To DieselsRcool: Aww, shucks :oops:
I think lean/rich applies to diesels. But of course it's not uniform throughout the combustion chamber like it is with gasoline motors. On a diesel some areas in the combustion chamber (right near the injector spray) are getting much more fuel than others (dead space in the main chamber). The areas with more fuel are rich (sometimes too rich, if it's smoke) and the areas with less fuel are likely lean. Increasing the fueling beyond the smoke level will make some of the areas overly-rich, but will also make some of the areas that used to be too lean richer. That's why turning up the fuel even when there is smoke will continue to give more power. Because mixing isn't as good in a diesel (where the fuel gets milliseconds right before TDC to mix) as in a gas engine (where fuel is mixed close to perfectly before it enters the combustion chamber), the diesel will make less power for a given air quantity than a gas motor.
I make no claims to be an expert specifically to the IDI, so here goes... :shock: What I do know is that the x.xx mm setting is a timing setting, not a mixture one (i.e. higher number, more advanced -- correct?)
On that basis, yeah the mechanic who did the work on the original poster's engine was either honestly mistaken or just didn't know what he was talking about...
Jake hit the nail right on the head with regards to the varying heterogeneity of the fuel-air ratios within the combustion chamber of a Diesel. I'd only add that the only reason why the temperature/mixture logic in a gasser doesn't seem to work in the Diesel world is because the operational range of
overall fuel-air mixtures in Diesels are off the scale to the lean side of what a typical gasser engine would normally be able to operate. Even at the smoke limit, a good Diesel engine is still operating at fuel-air ratios over 18:1, which is basically the misfire limit of of homogeneous gasser engines. How "rich" a Diesel can run before reaching the smoke limit is what's called the "air utilization" ratio or rate or efficiency); at 18:1 this would be about 83% if stoichiometric is assumed to be 15:1. (The term "air utilization" used here is the inverse of another term, "excess air.") What this means is that no matter what you do, you cannot utilize more than 83% of the available oxygen in the air to burn the given amount of fuel. Or stated in terms of "excess air" there is 20% more air than is required to completely burn a given amount of fuel.
Combustion temperatures have a bell-shaped pattern in relation to the fuel-air ratio, with its peak just lean of stoichiometric (which not coincidentally is the point of optimum thermal efficiency in any engine, the reason of which can be attributed to thermodynamics). At either side of the peak, combustion temperatures fall off pretty quickly, and when you get to the fuel-air ratio regime that a Diesel operates in (> 18:1), the bell shaped curve has pretty much flattened such that there's not a heck of a lot of difference when you change the F/A ratio. Note that the bell-shaped pattern is surprisingly pretty INVARIATE REGARDLESS OF THE FUEL USED (comparing within hydrocarbon fuels; hydrogen and alcohols are slightly different).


§ **What you need to do**: Write out, exactly and in full, the records given below, but not their pictures.

§ **Entries supplied**:
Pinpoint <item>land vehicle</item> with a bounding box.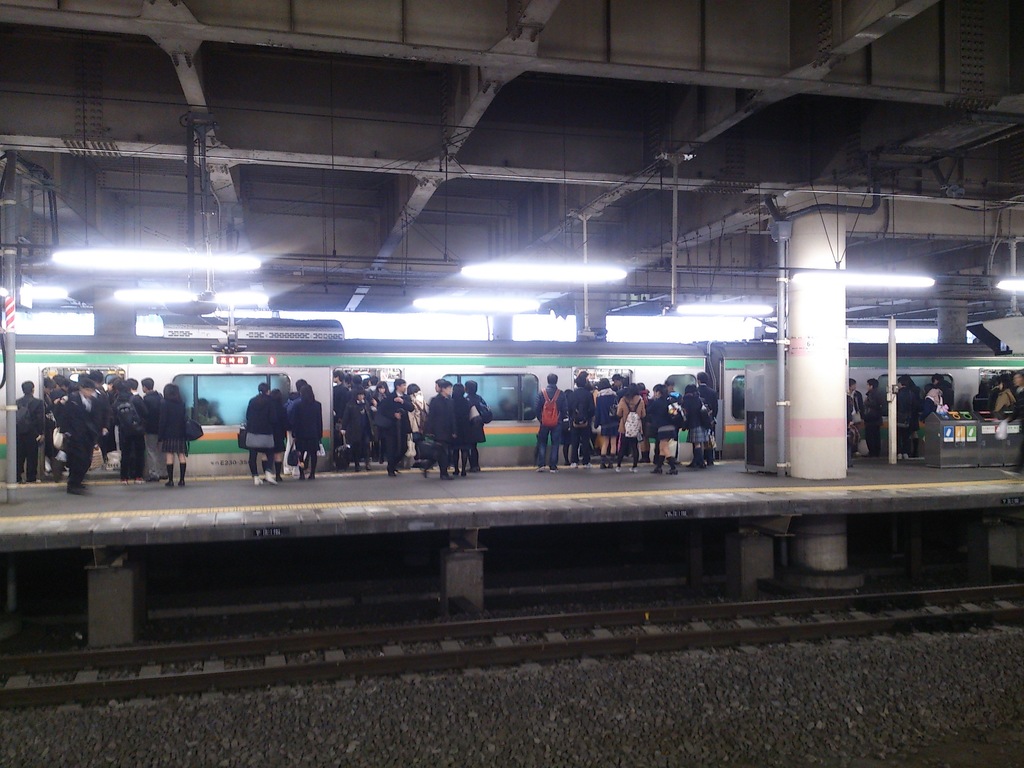
x1=0 y1=319 x2=1023 y2=486.
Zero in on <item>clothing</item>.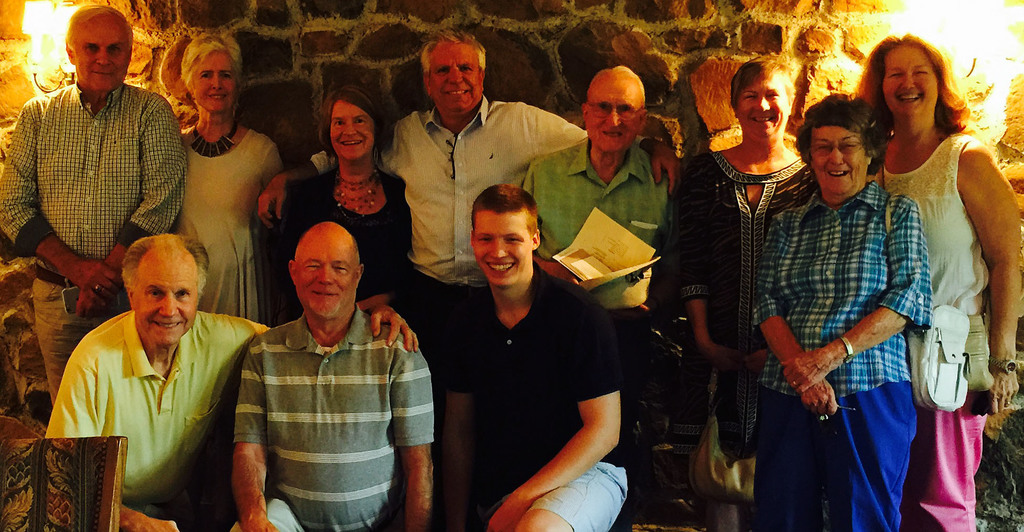
Zeroed in: [513, 138, 681, 531].
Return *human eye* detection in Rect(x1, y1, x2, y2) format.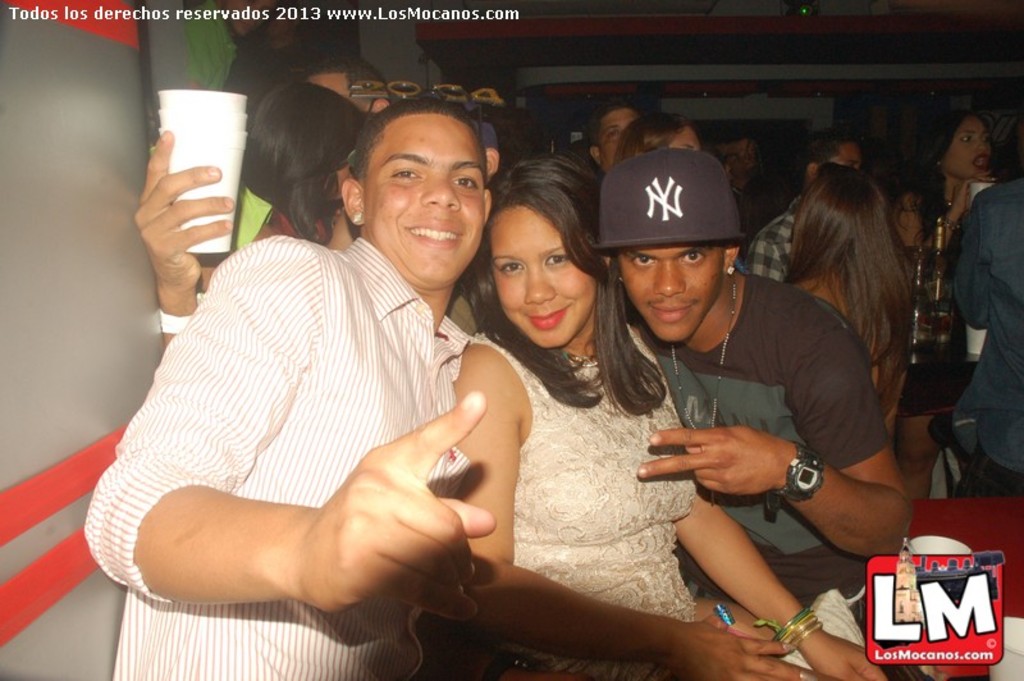
Rect(676, 250, 708, 266).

§ **Solution below**:
Pinpoint <item>land vehicle</item> with a bounding box.
x1=0 y1=319 x2=1023 y2=486.
Zero in on <item>clothing</item>.
Zeroed in: [513, 138, 681, 531].
Return *human eye* detection in Rect(x1, y1, x2, y2) format.
Rect(676, 250, 708, 266).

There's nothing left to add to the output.